The theme is just another JSON object:

{
    "themePrimary" = "#1593cc";
    "themeLighterAlt" = "#f2fafe";
    "themeLighter" = "#e5f5fc";
    ...
    "bodyText" = "#333333";
    "disabledBackground" = "#f4f4f4";
    "disabledText" = "#c8c8c8";
}

You can easily generate your own theme using the Office UI Fabric Theme Generator. Pick your colors, and copy the JSON output into Install-SampleTheme.ps1.

Step 4: Install the Site Design and Site Script

The Install-SampleSiteDesign.ps1 script contains the site script JSON and the PowerShell to set it up. To make the solution portable, all tenant-specific settings are parameters to the script, and some of them are added to the site script at runtime.

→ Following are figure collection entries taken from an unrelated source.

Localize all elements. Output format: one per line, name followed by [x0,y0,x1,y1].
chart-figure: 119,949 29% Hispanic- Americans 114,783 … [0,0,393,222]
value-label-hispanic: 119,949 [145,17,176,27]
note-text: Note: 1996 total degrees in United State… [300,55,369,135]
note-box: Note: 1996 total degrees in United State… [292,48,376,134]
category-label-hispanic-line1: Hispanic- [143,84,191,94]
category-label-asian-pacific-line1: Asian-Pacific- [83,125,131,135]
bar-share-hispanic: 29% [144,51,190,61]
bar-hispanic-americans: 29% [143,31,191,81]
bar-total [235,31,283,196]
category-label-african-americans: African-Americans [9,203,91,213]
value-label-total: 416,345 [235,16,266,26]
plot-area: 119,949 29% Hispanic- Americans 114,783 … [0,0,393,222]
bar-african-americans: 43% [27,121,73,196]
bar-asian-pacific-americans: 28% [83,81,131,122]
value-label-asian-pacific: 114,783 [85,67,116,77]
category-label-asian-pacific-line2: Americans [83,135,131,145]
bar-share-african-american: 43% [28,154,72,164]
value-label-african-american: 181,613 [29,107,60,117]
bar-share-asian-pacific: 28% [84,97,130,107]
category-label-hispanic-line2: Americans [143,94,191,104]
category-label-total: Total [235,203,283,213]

For example, you might call

.Install-SampleSiteDesign.ps1 `
  -Url https://<tenant>-admin.sharepoint.com `
  -LogoUrl "https://www.somewhere.com/companyLogo.jpg" `
  -ThemeName "DeptThemeSample" `
  -FlowTriggerUrl "https://(URL from step 14 of the Site Design PnP Provisioning article)"

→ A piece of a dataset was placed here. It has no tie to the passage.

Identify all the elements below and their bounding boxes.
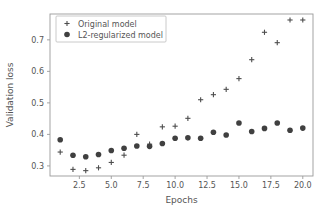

Notice that the site script is right there in the PowerShell script. It uses [here-strings] (with @ symbols around the quotation marks)(https://blogs.technet.microsoft.com/heyscriptingguy/2015/12/31/powertip-use-here-strings-with-powershell/) which allow the JSON to span many lines; it's arranged so the JSON can just be pasted in. The here-string has double quotes, which allows variable substitution, such as inserting the site logo URL from the parameters:

        {
            'verb': 'setSiteLogo',
            'url': '${LogoUrl}'
        },

With the site script JSON defined, the PowerShell goes on to add the site script and a site design which references it.

Add-SPOSiteScript -Title $SiteScriptName `
    -Description $Description -Content $scriptJson
$siteScript = Get-SPOSiteScript | `
              Where-Object {$_.Title -eq $SiteScriptName} 
Add-SPOSiteDesign -Title $SiteDesignName -WebTemplate '68' `
    -SiteScripts $siteScript -Description $Description

Notice that the Add-SPOSiteDesign command is where you define the web template to use. Yes - this is the same web template from SharePoint 2010! A Communication Site is web template 68; a modern Team site is 64. Those are the only two you're likely to use with site designs, at least until more modern web templates come along.

You can restrict who can use a Site Design with the Grant-SPOSiteDesignRights PowerShell cmdlet.

With the new site design in place, you should be able to create a Communications Site from SharePoint Home and the Site Design should be an option. The site script triggers the Flow, which adds to the Azure Queue, which calls the Azure Function to populate the site home page.